Foro (bird)

Foro
Temporal range: Early Eocene (Ypresian-Lutetian)
Scientific classification
Kingdom: Animalia
Phylum: Chordata
Class: Aves
Subclass: Neornithes
Infraclass: Neoaves
Order: incertae sedis see text
Family: Foratidae (disputed)
Genus: Foro
Species: F. panarium
Binomial name
Foro panarium

Foro panarium is an extinct bird of disputed taxonomic status that lived during the early to mid-Eocene around the Ypresian-Lutetian boundary, some 48 million years ago. F. panarium is known from fossils found in the Green River Formation of Wyoming.

The taxonomical relations of F. panarium remain unclear. It is sometimes placed in a distinct family Foratidae. It may or may not be related to the Cuculiformes (including turacos) and is sometimes seen as a "missing link" between the cuckoos and/or turacos and the puzzling Hoatzi of Amazonia. The latter might be related to any number of different modern birds however; its affinities constitute a major ornithological enigma.

In addition, the Eocene genus Hoatzi from Argentina has been allied to both the hoatzin and Foro and even been considered congeneric with the latter. What is certain is that the Cuculiformes, especially the turacos, are among the likelier candidates for the hoatzin's closest living relatives. There is an ancestral hoatzin, Hoazinoides, from the Early or Middle Miocene of Colombia,[1] which would at least not contradict the assumption that Foro panarium was an ancient member of the hoatzin lineage[2] or its predecessor. On the other hand, it has been proposed that the hoatzin belongs to a highly distinct clade of (probably) Cretaceous origin, the Metaves. As nothing certain about the evolutionary history of the hoatzin lineage throughout the Paleogene is known at all, F. panarium cannot support or contradict this hypothesis either.

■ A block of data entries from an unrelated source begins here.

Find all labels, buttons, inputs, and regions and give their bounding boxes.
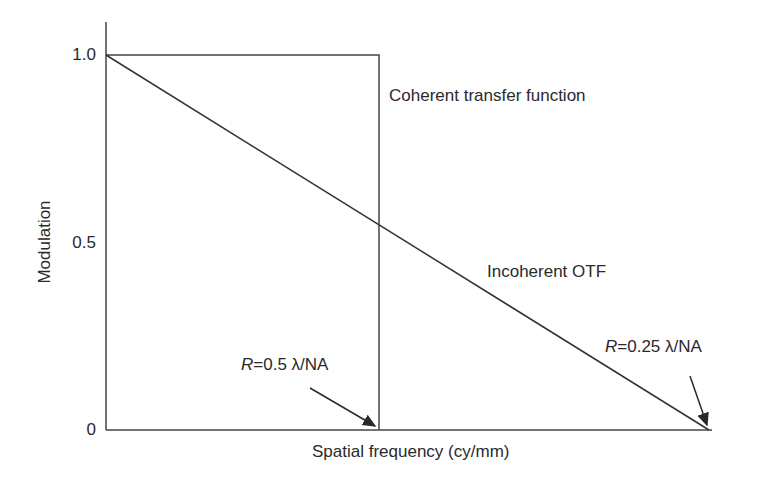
- y-tick-0: 0: [56, 420, 96, 440]
- chart: 1.0 0.5 0 Modulation Spatial frequency (…: [0, 0, 764, 493]
- annotation-r-symbol: R: [241, 355, 253, 374]
- annotation-incoherent-cutoff: R=0.25 λ/NA: [605, 337, 702, 357]
- incoherent-otf-line: [106, 55, 709, 430]
- y-tick-1-0: 1.0: [56, 45, 96, 65]
- incoherent-label: Incoherent OTF: [487, 262, 606, 282]
- arrow-incoherent-cutoff: [690, 376, 707, 425]
- annotation-text: =0.25 λ/NA: [617, 337, 702, 356]
- annotation-coherent-cutoff: R=0.5 λ/NA: [241, 355, 328, 375]
- y-axis-label: Modulation: [35, 197, 55, 287]
- y-tick-0-5: 0.5: [56, 233, 96, 253]
- coherent-label: Coherent transfer function: [389, 86, 586, 106]
- arrow-coherent-cutoff: [310, 388, 375, 426]
- plot-area: [0, 0, 764, 493]
- x-axis-label: Spatial frequency (cy/mm): [312, 442, 509, 462]
- annotation-r-symbol: R: [605, 337, 617, 356]
- annotation-text: =0.5 λ/NA: [253, 355, 328, 374]
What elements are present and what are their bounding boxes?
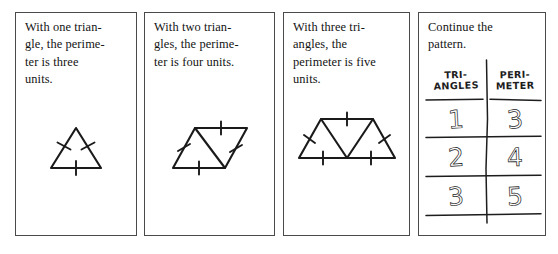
panel-prompt-text: With one trian- gle, the perime- ter is … bbox=[25, 19, 130, 88]
table-cell-perimeter-2[interactable]: 4 bbox=[488, 137, 541, 177]
internal-edge-right bbox=[347, 119, 373, 158]
panel-prompt-text: With three tri- angles, the perimeter is… bbox=[293, 19, 403, 88]
three-triangles-trapezoid-figure bbox=[284, 113, 409, 193]
worksheet: With one trian- gle, the perime- ter is … bbox=[0, 0, 558, 254]
table-cell-perimeter-3[interactable]: 5 bbox=[488, 176, 542, 217]
column-divider-line bbox=[486, 60, 488, 223]
table-cell-perimeter-1[interactable]: 3 bbox=[487, 98, 542, 139]
pattern-table[interactable]: TRI- ANGLES PERI- METER 1 3 2 4 3 5 bbox=[425, 59, 540, 225]
two-triangles-rhombus-figure bbox=[145, 121, 274, 196]
tick-mark-left-slant bbox=[304, 135, 315, 143]
panel-prompt-text: With two trian- gles, the perime- ter is… bbox=[154, 19, 268, 71]
one-triangle-figure bbox=[16, 123, 136, 198]
table-header-triangles: TRI- ANGLES bbox=[426, 60, 485, 100]
tick-mark-right-slant bbox=[379, 135, 390, 143]
panel-three-triangles: With three tri- angles, the perimeter is… bbox=[283, 12, 410, 236]
panel-one-triangle: With one trian- gle, the perime- ter is … bbox=[15, 12, 137, 236]
panel-continue-pattern: Continue the pattern. TRI- ANGLES PERI- … bbox=[418, 12, 546, 236]
panel-two-triangles: With two trian- gles, the perime- ter is… bbox=[144, 12, 275, 236]
table-cell-triangles-2[interactable]: 2 bbox=[426, 136, 487, 178]
internal-edge-left bbox=[321, 119, 347, 158]
table-cell-triangles-3[interactable]: 3 bbox=[425, 175, 486, 218]
table-header-perimeter: PERI- METER bbox=[489, 60, 542, 99]
table-cell-triangles-1[interactable]: 1 bbox=[426, 100, 486, 139]
panel-prompt-text: Continue the pattern. bbox=[428, 19, 539, 54]
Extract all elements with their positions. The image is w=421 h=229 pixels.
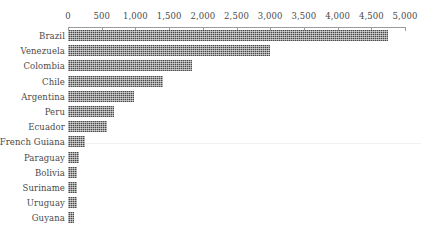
x-axis-tick-label: 1,500	[157, 11, 182, 21]
bar	[68, 136, 85, 147]
x-axis-tick-label: 0	[65, 11, 71, 21]
bar	[68, 91, 134, 102]
bar	[68, 30, 388, 41]
bar	[68, 167, 77, 178]
y-axis-category-label: Suriname	[22, 183, 65, 193]
y-axis-category-label: Peru	[45, 107, 65, 117]
bar	[68, 152, 79, 163]
bar	[68, 76, 163, 87]
bar	[68, 60, 192, 71]
x-axis-tick-label: 3,500	[291, 11, 316, 21]
plot-area: 05001,0001,5002,0002,5003,0003,5004,0004…	[0, 0, 421, 229]
x-axis-tick-label: 4,000	[325, 11, 350, 21]
bar	[68, 45, 270, 56]
x-axis-tick-label: 5,000	[393, 11, 418, 21]
y-axis-category-label: French Guiana	[0, 137, 65, 147]
x-axis-tick-label: 1,000	[123, 11, 148, 21]
x-axis-tick-label: 2,500	[224, 11, 249, 21]
x-axis-tick-label: 4,500	[359, 11, 384, 21]
y-axis-category-label: Guyana	[32, 213, 65, 223]
x-axis-tick-label: 2,000	[190, 11, 215, 21]
y-axis-category-label: Argentina	[21, 92, 65, 102]
y-axis-category-label: Colombia	[23, 61, 65, 71]
y-axis-category-label: Bolivia	[35, 168, 65, 178]
y-axis-category-label: Chile	[42, 77, 65, 87]
bar	[68, 182, 77, 193]
x-axis-tick-label: 3,000	[258, 11, 283, 21]
y-axis-category-label: Venezuela	[20, 46, 65, 56]
y-axis-category-label: Uruguay	[27, 198, 65, 208]
bar	[68, 106, 114, 117]
y-axis-category-label: Paraguay	[24, 153, 65, 163]
bar	[68, 121, 107, 132]
y-axis-category-label: Ecuador	[28, 122, 65, 132]
x-axis-tick-label: 500	[93, 11, 110, 21]
bar	[68, 212, 74, 223]
bar	[68, 197, 77, 208]
y-axis-category-label: Brazil	[39, 31, 65, 41]
x-axis-tick	[405, 27, 406, 31]
bar-chart: 05001,0001,5002,0002,5003,0003,5004,0004…	[0, 0, 421, 229]
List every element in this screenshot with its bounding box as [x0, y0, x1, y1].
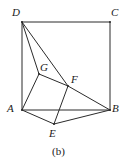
vertex-label-e: E — [49, 128, 56, 139]
edge-e-f — [54, 86, 68, 124]
vertex-label-g: G — [40, 62, 48, 73]
vertex-label-d: D — [12, 7, 20, 18]
edge-a-g — [22, 74, 39, 110]
vertex-label-b: B — [112, 103, 119, 114]
figure-caption: (b) — [52, 146, 65, 157]
geometry-figure: DCABGFE (b) — [0, 0, 124, 164]
vertex-point-b — [109, 109, 111, 111]
vertex-point-g — [38, 73, 40, 75]
vertex-point-e — [53, 123, 55, 125]
vertex-label-f: F — [71, 74, 78, 85]
edge-e-b — [54, 110, 110, 124]
vertex-label-a: A — [7, 103, 14, 114]
edge-d-g — [22, 22, 39, 74]
vertex-point-a — [21, 109, 23, 111]
vertex-point-f — [67, 85, 69, 87]
figure-canvas — [0, 0, 124, 164]
edge-f-b — [68, 86, 110, 110]
vertex-point-d — [21, 21, 23, 23]
edge-a-e — [22, 110, 54, 124]
vertex-layer — [21, 21, 111, 125]
vertex-point-c — [109, 21, 111, 23]
edge-layer — [22, 22, 110, 124]
vertex-label-c: C — [111, 7, 118, 18]
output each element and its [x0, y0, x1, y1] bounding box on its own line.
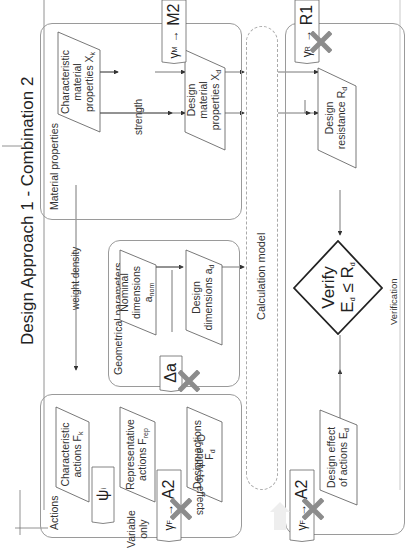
box-design-dimensions: Designdimensions ad — [186, 250, 222, 345]
box-characteristic-material: Characteristicmaterialproperties Xk — [58, 32, 100, 132]
box-nominal-dimensions: Nominaldimensionsanom — [120, 250, 156, 335]
note-variable-only: Variableonly — [125, 510, 149, 548]
factor-psi: ψi — [92, 467, 114, 522]
box-design-resistance: Designresistance Rd — [318, 68, 356, 168]
cross-gamma-r-icon — [310, 31, 332, 53]
edge-label-weight-density: weight density — [70, 247, 81, 310]
box-design-material: Designmaterialproperties Xd — [185, 50, 225, 150]
box-characteristic-actions: Characteristicactions Fk — [56, 407, 89, 502]
calculation-model-label: Calculation model — [255, 233, 267, 320]
edge-label-or-apply-to-effects: Or apply to effects — [195, 434, 206, 515]
factor-gamma-m: γM → M2 — [162, 0, 186, 62]
box-representative-actions: Representativeactions Frep — [120, 407, 155, 502]
edge-label-strength: strength — [133, 99, 144, 135]
verification-label: Verification — [388, 279, 399, 325]
diagram-canvas: Design Approach 1 - Combination 2 Materi… — [0, 0, 413, 550]
box-design-effect: Design effectof actions Ed — [320, 410, 357, 505]
or-apply-arrow-icon — [270, 500, 290, 530]
verify-diamond: Verify Ed ≤ Rd — [293, 240, 383, 335]
group-material-label: Material properties — [48, 123, 60, 210]
cross-gamma-f-effects-icon — [302, 498, 324, 520]
cross-delta-a-icon — [178, 370, 200, 392]
diagram-title: Design Approach 1 - Combination 2 — [18, 77, 38, 345]
cross-gamma-f-actions-icon — [170, 498, 192, 520]
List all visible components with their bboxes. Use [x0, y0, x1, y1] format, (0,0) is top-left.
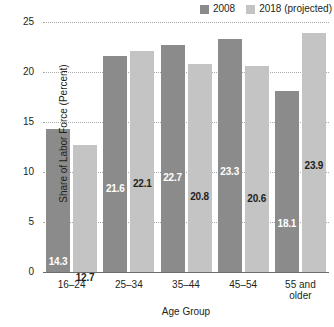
bar-value-label: 22.7	[163, 173, 182, 183]
legend-swatch-2018-projected	[246, 5, 255, 14]
chart-legend: 2008 2018 (projected)	[200, 2, 332, 16]
bar-value-label: 20.8	[190, 192, 209, 202]
bar-2018-16-24[interactable]: 12.7	[73, 145, 97, 272]
bar-groups: 14.3 12.7 21.6 22.1 22.7 20.8	[43, 22, 329, 272]
x-label-line1: 55 and	[272, 279, 329, 290]
bar-group-25-34: 21.6 22.1	[100, 22, 157, 272]
bar-chart: 2008 2018 (projected) 25 20 15 10 5 0 14…	[0, 0, 334, 327]
y-tick-label-10: 10	[0, 167, 34, 177]
x-axis-labels: 16–24 25–34 35–44 45–54 55 and older	[43, 279, 329, 301]
bar-value-label: 23.3	[220, 167, 239, 177]
x-label-line1: 25–34	[100, 279, 157, 290]
x-label-line1: 16–24	[43, 279, 100, 290]
x-label-line2: older	[272, 290, 329, 301]
x-axis-title: Age Group	[43, 306, 329, 317]
y-tick-label-20: 20	[0, 67, 34, 77]
bar-2008-25-34[interactable]: 21.6	[103, 56, 127, 272]
x-label-55-and-older: 55 and older	[272, 279, 329, 301]
y-tick-label-15: 15	[0, 117, 34, 127]
plot-area: 25 20 15 10 5 0 14.3 12.7 21.6	[43, 22, 329, 275]
bar-value-label: 20.6	[247, 194, 266, 204]
bar-group-16-24: 14.3 12.7	[43, 22, 100, 272]
bar-2018-25-34[interactable]: 22.1	[130, 51, 154, 272]
bar-group-55-and-older: 18.1 23.9	[272, 22, 329, 272]
bar-2018-55-and-older[interactable]: 23.9	[302, 33, 326, 272]
bar-value-label: 22.1	[133, 179, 152, 189]
bar-value-label: 14.3	[49, 257, 68, 267]
legend-label-2018-projected: 2018 (projected)	[259, 4, 332, 14]
legend-item-2018-projected[interactable]: 2018 (projected)	[246, 4, 332, 14]
legend-swatch-2008	[200, 5, 209, 14]
bar-value-label: 18.1	[278, 219, 297, 229]
bar-2008-45-54[interactable]: 23.3	[218, 39, 242, 272]
x-label-35-44: 35–44	[157, 279, 214, 301]
x-label-line1: 45–54	[215, 279, 272, 290]
x-label-16-24: 16–24	[43, 279, 100, 301]
bar-group-35-44: 22.7 20.8	[157, 22, 214, 272]
bar-2008-55-and-older[interactable]: 18.1	[275, 91, 299, 272]
x-label-45-54: 45–54	[215, 279, 272, 301]
bar-group-45-54: 23.3 20.6	[215, 22, 272, 272]
legend-item-2008[interactable]: 2008	[200, 4, 235, 14]
bar-value-label: 23.9	[305, 161, 324, 171]
legend-label-2008: 2008	[213, 4, 235, 14]
y-tick-label-0: 0	[0, 267, 34, 277]
y-tick-label-25: 25	[0, 17, 34, 27]
x-label-line1: 35–44	[157, 279, 214, 290]
bar-2008-35-44[interactable]: 22.7	[161, 45, 185, 272]
bar-value-label: 21.6	[106, 184, 125, 194]
y-tick-label-5: 5	[0, 217, 34, 227]
x-label-25-34: 25–34	[100, 279, 157, 301]
bar-2018-45-54[interactable]: 20.6	[245, 66, 269, 272]
y-axis-title: Share of Labor Force (Percent)	[58, 39, 69, 229]
bar-2018-35-44[interactable]: 20.8	[188, 64, 212, 272]
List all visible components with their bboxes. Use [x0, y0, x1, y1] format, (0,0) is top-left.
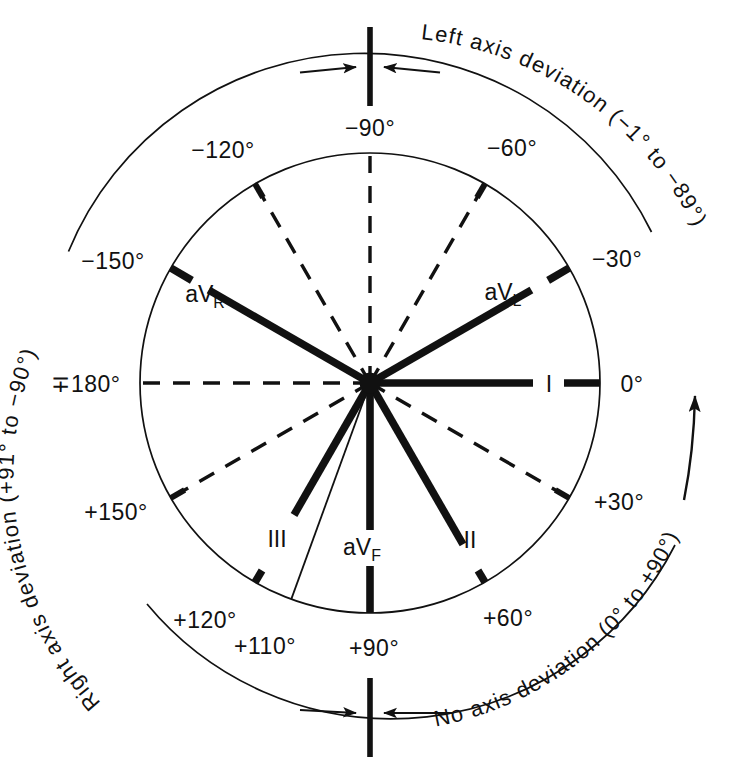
tick-minus-60 [477, 184, 485, 198]
tick-plus-150 [171, 490, 185, 498]
lead-vector-III [294, 383, 370, 515]
degree-label-plus-30: +30° [594, 489, 644, 515]
lead-label-aVR: aVR [185, 281, 225, 311]
degree-label-180: ∓180° [51, 371, 120, 397]
annotation-no-axis-deviation: No axis deviation (0° to +90°) [432, 527, 684, 732]
origin-node [360, 373, 381, 394]
lead-vector-II [370, 383, 463, 544]
lead-vectors-group [209, 290, 533, 544]
top-arrow-left [300, 67, 356, 73]
degree-label-plus-120: +120° [173, 607, 237, 633]
direction-arrow [684, 396, 695, 500]
lead-label-aVL: aVL [484, 279, 521, 309]
lead-label-II: II [464, 527, 477, 553]
degree-label-plus-150: +150° [84, 499, 148, 525]
degree-label-plus-60: +60° [483, 605, 533, 631]
degree-label-minus-150: −150° [81, 248, 145, 274]
lead-tick-III [255, 571, 262, 583]
degree-label-minus-30: −30° [592, 246, 642, 272]
lead-label-aVL-main: aV [484, 279, 513, 305]
degree-label-minus-60: −60° [487, 135, 537, 161]
lead-tick-aVR [171, 268, 192, 280]
lead-outer-ticks-group [171, 268, 600, 613]
annotation-no-axis-deviation-text: No axis deviation (0° to +90°) [432, 527, 684, 732]
annotation-right-axis-deviation-text: Right axis deviation (+91° to −90°) [0, 344, 105, 716]
tick-minus-120 [255, 184, 263, 198]
lead-label-I: I [546, 371, 552, 397]
annotation-right-axis-deviation: Right axis deviation (+91° to −90°) [0, 344, 105, 716]
degree-label-minus-90: −90° [345, 115, 395, 141]
diagram-canvas: −90° −120° −60° −150° −30° ∓180° 0° +150… [0, 0, 744, 773]
degree-label-minus-120: −120° [191, 137, 255, 163]
lead-tick-aVL [548, 268, 569, 280]
bottom-arrowheads-group [300, 678, 452, 757]
lead-label-aVF: aVF [343, 534, 381, 564]
lead-label-aVF-main: aV [343, 534, 372, 560]
lead-label-aVF-sub: F [371, 547, 381, 564]
lead-label-aVL-sub: L [513, 292, 522, 309]
tick-plus-30 [555, 490, 569, 498]
lead-tick-II [478, 571, 485, 583]
top-arrowheads-group [300, 27, 440, 106]
hexaxial-diagram: −90° −120° −60° −150° −30° ∓180° 0° +150… [0, 0, 744, 773]
degree-label-plus-90: +90° [349, 635, 399, 661]
lead-vector-aVR [209, 290, 370, 383]
lead-label-aVR-sub: R [213, 294, 225, 311]
top-arrow-right [384, 67, 440, 73]
degree-label-plus-110: +110° [234, 633, 296, 659]
lead-label-III: III [267, 526, 286, 552]
bottom-arrow-left [300, 710, 356, 713]
dashed-axes-group [140, 153, 569, 498]
degree-label-0: 0° [621, 371, 644, 397]
thin-ray-plus-110 [291, 383, 370, 599]
lead-label-aVR-main: aV [185, 281, 214, 307]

What can be said is that Foro, with its stocky body and rather weak flight apparatus was in all likelihood a bird that did not fly vast distances. Consequently, it is not very likely that it is congeneric with Hoatzi, as North and South America were still separate by some 1,600 km (990 mi) of shallow seas and the Central American island arc when these birds lived, and seem to have shared only strong-flying and highly migratory genera such as seabirds. Being able to fly at all would still enable even a rather sedentary bird lineage to spread across all of the Americas by then of course; Foro and Hoatzi seem to be distinct genera, but nonetheless in some way related and possibly quite closely so.

Footnotes

  1. Miller, A. H. 1953. A fossil hoatzin from the Miocene of Colombia. Auk 70:484–489.
  2. And in this case probably best considered a basal Opisthocomiformes - or maybe Cuculiformes - and not a distinct family for the time being.